1. Describe the photo
Sounds like a no-brainer right? Almost every photographer fails by trying to out think the search engine. The truth is that Google can spot tom-foolery a mile away. It prefers natural sounding text that a human would write and will give your content more credit when it is written this way. Take for example these 3 alternate texts for photos on my website:
- Bride walks down the aisle at her beautiful destination wedding with Pacific Ocean in the background
- Candid groomsmen pose for a photo as they wait by the Ritz Carlton hotel pool for the groom
- Lights twinkle at the evening reception for the Prez-King wedding in Los Angeles
The bold texts are keywords that I might rank for, but you notice they are casually placed in with true descriptions of the images. In reading these alternate texts you can really visualize the images, and you get a true sense for the type of website I have. You probably guessed that I shoot destination weddings including the Ritz and am based in Los Angeles. All of this from just 3 images! Google (and your readers) gain so much more from this type of writing that 3 alt texts that say “LA Wedding Photographer”
2. Use sentence structure
As you saw from the examples above, images should be described as one or maybe 2 fairly brief sentences. There’s not a rule to say what is too short or too long, as long as you describe the image. I use between 5 and 25 words. Be concise. After you’ve written it have a second look and take out any words that seem to be unnecessary.
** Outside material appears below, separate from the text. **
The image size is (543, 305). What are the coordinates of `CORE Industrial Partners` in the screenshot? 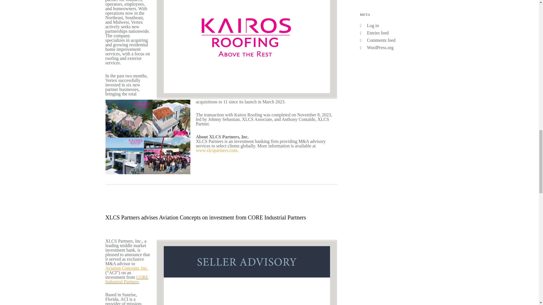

3. Think niche and not broad
Labeling an image as “LA wedding photographer” is only valuable for maybe one image on the homepage of your site. And that image is never going to rank on its own for a broad term like that. Plus it becomes really hard to make that term unique for photo number 10, 100, and 1000 on your website or blog. So make your focus to rank for the smaller phrases that are still targeted to your business, but easier to rank for.
Niche phrases are ones you would never think a new client would use to find you, but even a few searches a month will start to add up. Think names of locations where you are shooting (wedding venues, parks, cities and suburbs, etc), think of adjectives (like best, cool, awesome, photojournalist, natural light, etc), think of your subjects (people’s names, breeds of animals, types of products, etc). You get the idea. Pretty soon you will get the majority of your traffic from hundreds of different keywords on random phrases like “Best farm photos of golden retrievers in Smalltown, USA.”
4. Repetition and keyword lists are the fastest way to spam
Galleries and blogs typically have a hundred or so images all loading on the same page. As the page loads you often see the photographers who have names all of their images with the same alt tag, something like “LA wedding photographer” or close variations. That just repeats the same text in the code 100 times for Google who now thinks you are trying to spam the keywords onto the page. Bottom line – use unique tags as often as possible. You can obviously repeat a tag if you have two images of the same subject matter and that is fine, just avoid doing blanket tagging for all your photos because it’s fast, easy, or you think it will rank you better.
5. Alt Text Alone Won’t Rank You
There are many elements that go into ranking a page or an image, and alt text alone won’t get you the top rank. Take this into consideration before going back to all of your old images and adding alternate text to them. It may not be worth the effort. I’d advise focusing only on your most important ones, then watch to see if you get any extra search traffic as a result of your efforts. If so then it may be worth adding alt tags to more images. Other elements that factor into image ranking include image age (older are better), image size (larger ones are better), text surrounding the image (like captions), etc. Just want you to be aware the alts are not the holy grail for image rankings.